Stanford University
 
David Autor

David Autor

Digital Fellow

David Autor is Ford Professor in the MIT Department of Economics, vice president of the American Economic Association, co-director of the NBER Labor Studies Program and the JPAL Work of the Future experimental initiative. His scholarship explores the labor market impacts of technological change and globalization on job polarization, skill demands, earnings levels and inequality, and electoral outcomes.

Autor has received numerous awards for both his scholarship—the National Science Foundation CAREER Award, an Alfred P. Sloan Foundation Fellowship, the Sherwin Rosen Prize for outstanding contributions to the field of Labor Economics, the Andrew Carnegie Fellowship in 2019, the Society for Progress Medal in 2021—and for his teaching, including the MIT MacVicar Faculty Fellowship.

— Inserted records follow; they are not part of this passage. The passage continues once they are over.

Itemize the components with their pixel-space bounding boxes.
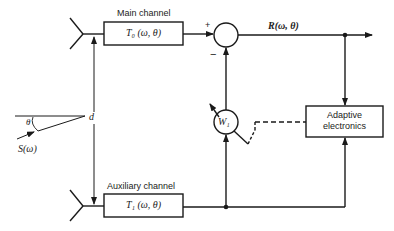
minus-sign: − <box>210 48 216 60</box>
adaptive-line2: electronics <box>306 121 383 132</box>
source-label: S(ω) <box>18 143 37 154</box>
adaptive-electronics-label: Adaptive electronics <box>306 110 383 132</box>
output-label: R(ω, θ) <box>268 20 299 31</box>
main-channel-transfer: T₀ (ω, θ) <box>104 27 183 38</box>
aux-antenna-icon <box>70 190 104 221</box>
aux-channel-transfer: T₁ (ω, θ) <box>104 199 183 210</box>
weight-label: W₁ <box>218 116 230 127</box>
main-antenna-icon <box>70 18 104 49</box>
aux-channel-title: Auxiliary channel <box>107 181 175 191</box>
angle-label: θ <box>26 117 30 127</box>
spacing-label: d <box>89 111 94 122</box>
summing-junction <box>214 23 238 47</box>
main-channel-title: Main channel <box>117 8 171 18</box>
adaptive-line1: Adaptive <box>306 110 383 121</box>
plus-sign: + <box>205 20 210 30</box>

In 2020, Autor received the Heinz 25th Special Recognition Award from the Heinz Family Foundation for his work “transforming our understanding of how globalization and technological change are impacting jobs and earning prospects for American workers.”

In a 2019 article, the Economist labeled him as “The academic voice of the American worker.” Later that same year, and with (at least) equal justification, he was christened “Twerpy MIT Economist” by John Oliver of Last Week Tonight in a segment on automation and employment.